Answer the following questions to check how well you have read the text:
a) What does the term “state” imply?
b) What is the difference between the Greek and the Roman ideas of the state?
c) Speak of the modern concept of the state that emerged in the 16th century. Try to compare different points of view.
d) How did the 17th century reformers reexamine the origins and purposes of the state?
e) How did Hegel develop the idea of freedom in the state?
f) What changes did the concept of state undergo throughout the 20th century?
g) In which way did Kelsen and Ichazo treat the idea of universal internationalism?

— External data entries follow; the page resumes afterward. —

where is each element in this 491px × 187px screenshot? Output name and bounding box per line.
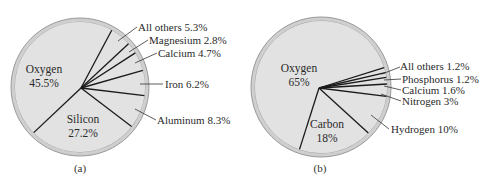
slice-label-silicon-a-name: Silicon <box>67 113 100 125</box>
slice-label-calcium-a: Calcium 4.7% <box>158 47 221 59</box>
slice-label-oxygen-b-value: 65% <box>288 76 310 88</box>
slice-label-iron-a: Iron 6.2% <box>165 78 209 90</box>
pie-charts-figure: Oxygen 45.5% Silicon 27.2% All others 5.… <box>0 0 491 187</box>
slice-label-silicon-a-value: 27.2% <box>68 127 98 139</box>
slice-label-nitrogen-b: Nitrogen 3% <box>402 95 459 107</box>
slice-label-carbon-b-name: Carbon <box>310 118 344 130</box>
slice-label-oxygen-b-name: Oxygen <box>281 62 318 75</box>
caption-b: (b) <box>314 162 327 175</box>
slice-label-oxygen-a-value: 45.5% <box>29 77 59 89</box>
slice-label-hydrogen-b: Hydrogen 10% <box>391 123 458 135</box>
slice-label-all-others-a: All others 5.3% <box>138 21 207 33</box>
slice-label-oxygen-a-name: Oxygen <box>26 63 63 76</box>
slice-label-magnesium-a: Magnesium 2.8% <box>149 34 227 46</box>
slice-label-carbon-b-value: 18% <box>316 132 338 144</box>
slice-label-aluminum-a: Aluminum 8.3% <box>157 114 230 126</box>
slice-label-all-others-b: All others 1.2% <box>400 60 469 72</box>
caption-a: (a) <box>74 162 87 175</box>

3. Complete the sentences:
1. Aristotle held that | a) from anarchism to the welfare state. |
2. Hans Kelsen thought that | b) the state was the culmination of moral action, where freedom of choice had led to the unity of the rational will. |
3. Bodin believed that | c) the “natural condition” of man is self-seeking and competitive. |
4. Rousseau proposed that | d) rule should comply with morality to be durable. |
5. Hobbes states that | e) the state owed its authority to the general will of the governed. |
6. Locke said that | f) the city-state was the means of developing morality in the human character. |
MODULE VI
TEXT ONE
Read the text and translate it in writing.
Governmental Structures
The study of governmental structures must be approached with great caution, for political systems having the same kind of legal arrangements and using the same type of governmental machinery often function very differently. A parliament, for example, may be an important and effective part of a political system, or it may be no more than an institutional facade of little practical significance. A constitution may provide the framework within which the political life of a state is conducted, or it may be no more than a piece of paper, its provisions bearing almost no relationship to the facts of political life. Political systems must never be classified in terms of their legal structures alone: the fact that two states have similar constitutions with similar institutional provisions and legal requirements should never, by itself, lead to the conclusion that they represent the same type of political system.
To be useful, the study of governmental structures must always proceed hand in hand with an investigation of the actual facts of the political process: the analyst must exercise the greatest care in distinguishing between form and reality and between prescription and practice. Approached in this way, an examination of the organizational arrangements that governments use for making decisions and exercising power can be a valuable tool of political inquiry.
TEXT TWO
Read and review the text.
Monarchy
The ancient distinction among monarchies, tyrannies, oligarchies, and constitutional governments, like other traditional classifications of political systems, is no longer very descriptive of political life. A king may be a ceremonial dignitary in one of the parliamentary democracies of Western Europe, or he may be an absolute ruler in one of the emerging states of North Africa, the Middle East, or Asia. In the first case his duties may be little different from those of an elected president in many republican parliamentary regimes; in the second his role may be much the same as that of countless dictators and strongmen in autocratic regimes throughout the less-developed areas of the world. It may be said of the reigning dynasties of modern Europe that they have survived only because they failed to retain or to acquire effective powers of government. Royal lines have been preserved only in those countries of Europe in which royal rule was severely limited prior to the 20th century or in which royal absolutism had never firmly established itself. More successful dynasties, such as the Hohenzollerns in Germany, the Habsburgs in Austria-Hungary, and the Romanovs in Russia, which continued to rule as well as to reign at the opening of the 20th century, have paid with the loss of their thrones.
Today in countries such as Great Britain or the Netherlands or Denmark the monarch is the ceremonial head of state, an indispensable figure in all great official occasions and a symbol of national unity and of the authority of the state, but is almost entirely lacking in power. Monarchy in the parliamentary democracies of modern Europe has been reduced to the status of a dignified institutional facade behind which the functioning mechanisms of government – cabinet, parliament, ministers, and parties – go about the tasks of ruling.
The 20th century has also seen the demise of most of the hereditary monarchies of the non-Western world. Thrones have toppled in Turkey, in China, in most of the Arab countries, in the principles of India; in the tribal kingdoms of Africa, and in several countries of Southeast Asia. The kings who maintain their position do so less by the claim of legitimate blood descent than by their appeal as popular leaders responsible for well-publicized programs of national economic and social reform or as national military chieftains. In a sense, these kings are less monarchs than monocrats, and their regimes are little different from several other forms of one-man rule found in the modern world.